To pretend that reverse discrimination has actually over taken regular old white racism, is to me, fucking ridiculous.
I am NOT for affirmative action. I am NOT for such ridiculous sexual harassment policies. However to say “white guys have no rights” is a massive hyperbole. Especially because it implies that the opposite “black women have more rights” is true.
jsbrook wrote:
I agree. I am not for affirmative action and ridiculous sexual harassment policies either. But in my daily life, I still see minorities and women at a decided disadvantage compared to us. It’s just not like the 50s where you were essentially a god if you were a white man with a good job. I do think that women and minorities are at advantage when it comes to hiring. But this does not continue. It still is a boys club to a large degree. Women and minorities have a harder time rising to the top level. And not because of any lack of talent. I see it everywhere. Certainly at my law firm. Certainly in the ibanking and finance world. As far as harassment goes, it’s a tough issues. There is a lot of legitimate harrassment that goes on.
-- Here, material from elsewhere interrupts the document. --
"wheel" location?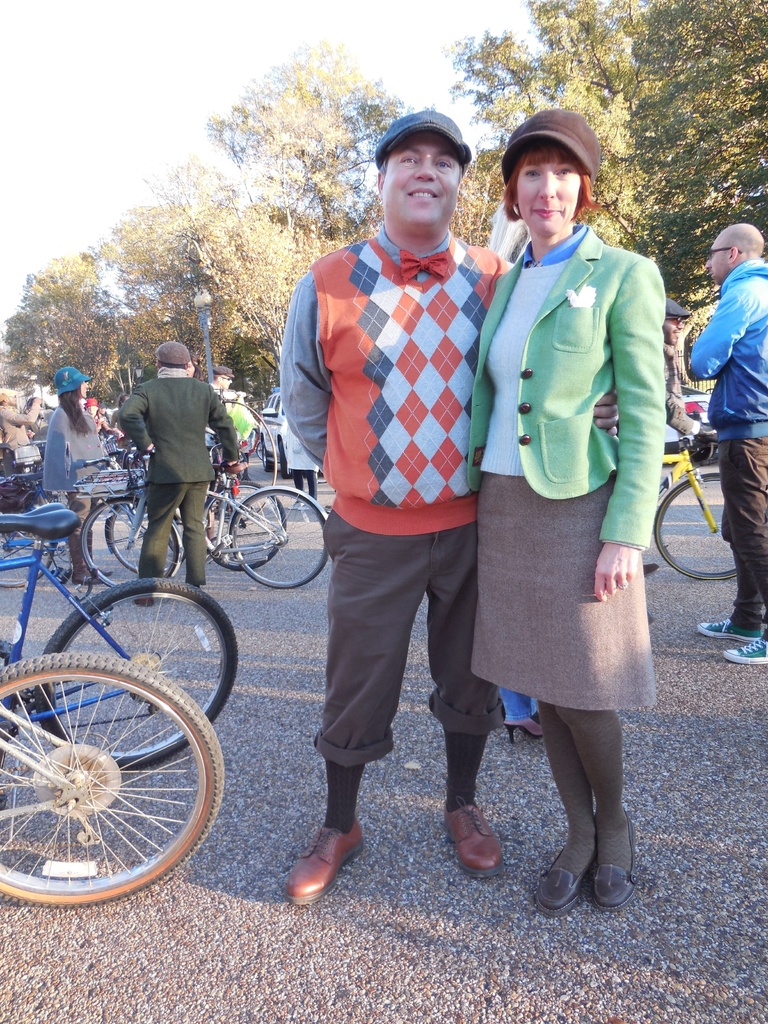
(34, 576, 237, 769)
Assuming arguendo that both of you are correct and that your observations are largely representative, does it matter to either of you that on the one hand you are observing either private or public-figure illegal behavior, and on the other you are getting an explicit governmental policy?[/quote]
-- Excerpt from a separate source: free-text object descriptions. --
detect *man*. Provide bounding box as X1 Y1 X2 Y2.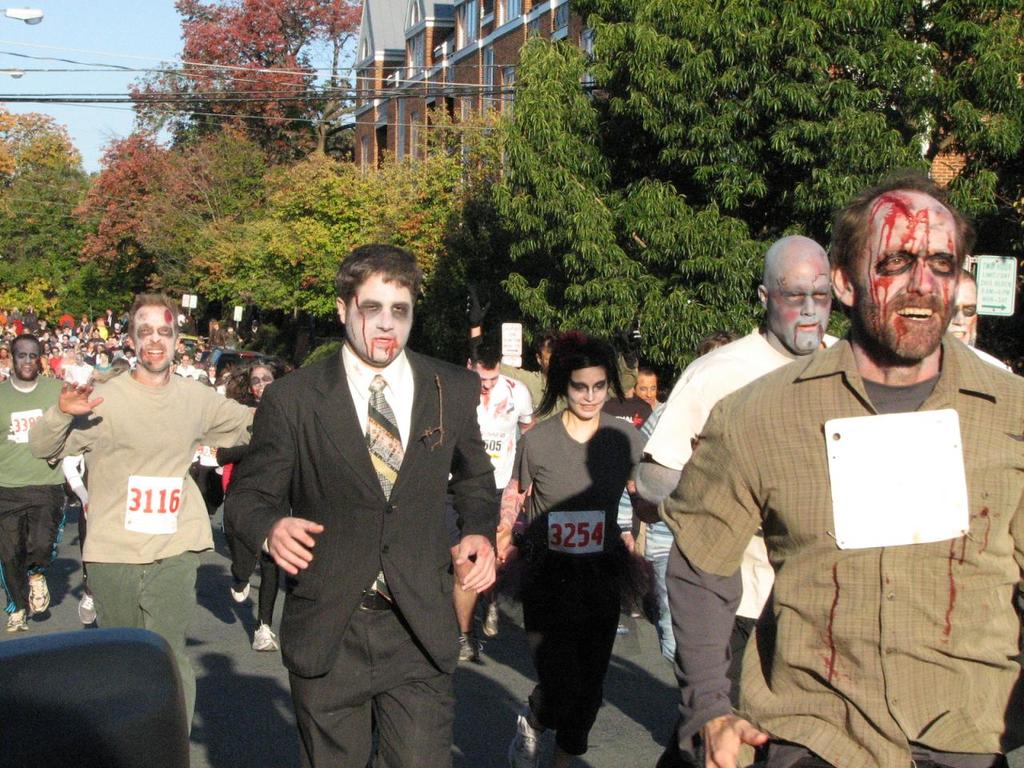
654 175 1023 767.
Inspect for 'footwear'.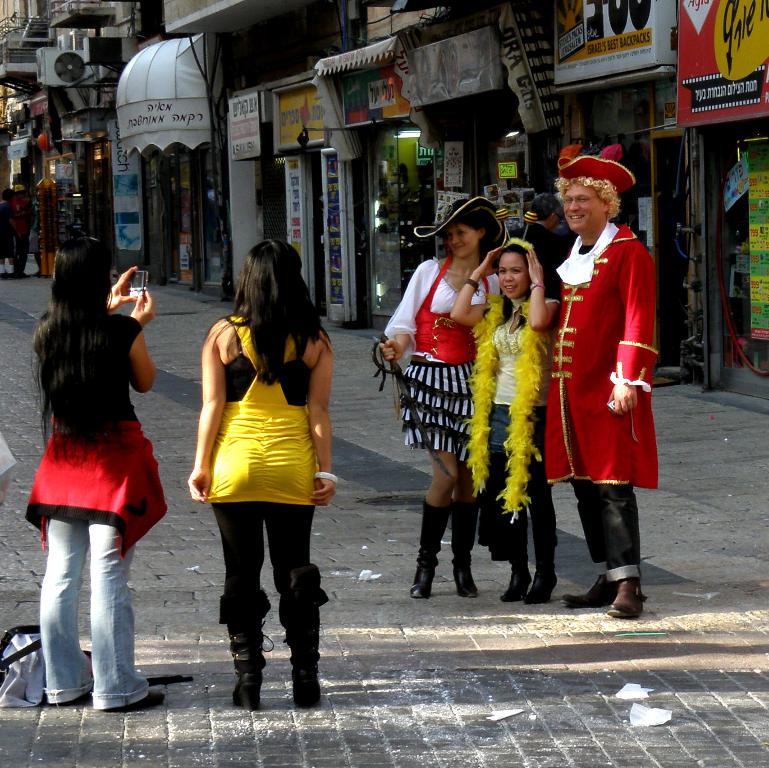
Inspection: <region>221, 586, 265, 712</region>.
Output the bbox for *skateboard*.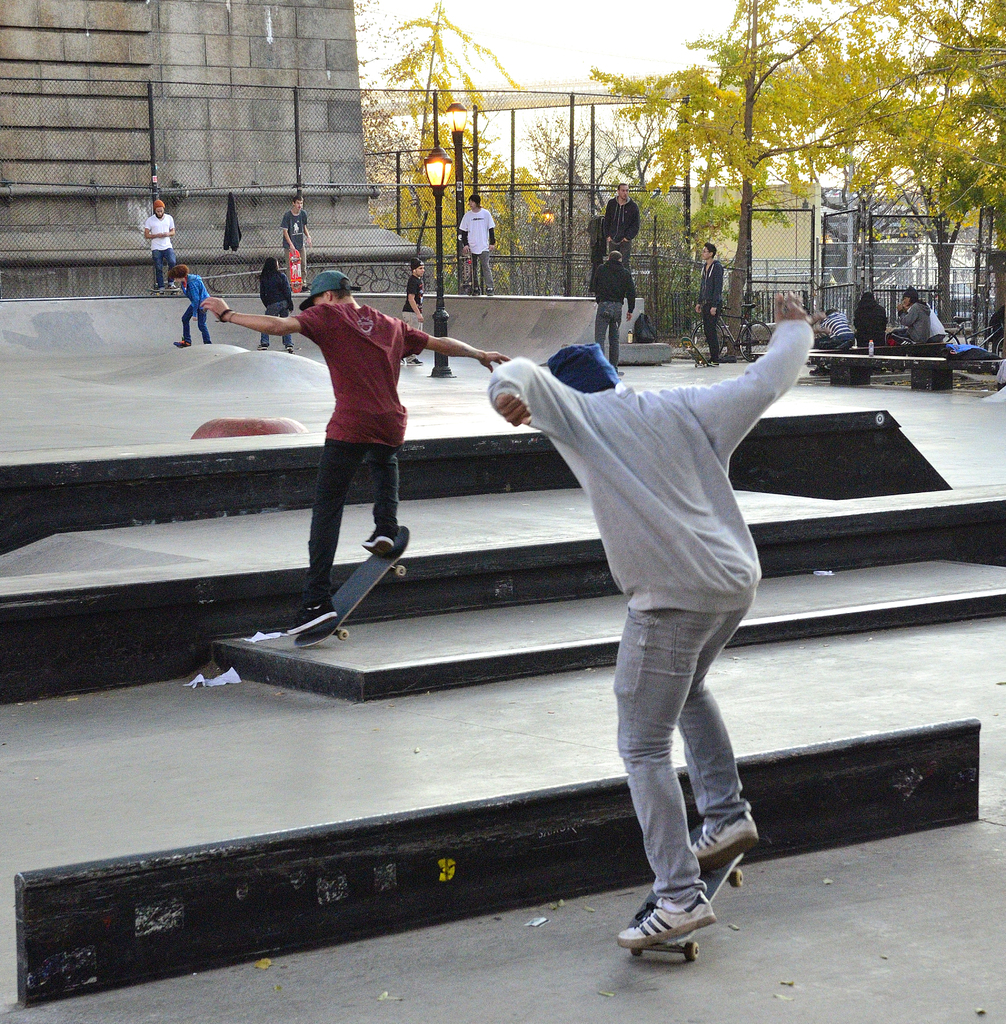
l=294, t=524, r=414, b=647.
It depends on your view of what role government should play in society. If you think it’s government’s place to right inequities in society, that counsels for affirmative action. Personally, I think affirmative action policies are deeply flawed. I don’t agree that the government should ‘right inequities’ if the form that takes is hiring unqualified applicants over qualfied ones. Same in the educational realm. And affirmative action has done a lot of that. I have much less of an issue with giving preferential treatment to equally qualified minority applicants. But I wouldn’t say that laws against sexual harrassment are the same as a comprehensive policy of affirmative action designed to elevate a particular group. Sexual harassment is against the law for good reason. Like discrimination. Theft. Rape. There should be laws against sexual harassment because its an action we have deemed unacceptable like any other and because it still exists and is a problem. I don’t think there should be tough policies with the goal of elevating women in the workplace but because sexual harassment is an ongoing problem. And it’s not something that anyone of either sex should have to deal with in the workplace. It doesn’t have to be gender-specific, though. It really shouldn’t be. As women do gain positions of power, they too can condition benefits or threaten job security on sexual acquiesence. If anything is the problem, it’s prevailing perceptions and how we apply the law and not the law itself. You can’t go in with a presumption of guilt against a male employer/supervisor and assume that he is guilty of harassment just because a woman alleges he is. And you can’t just assume any male subordinate claiming to be harassed by a woman is full of shit.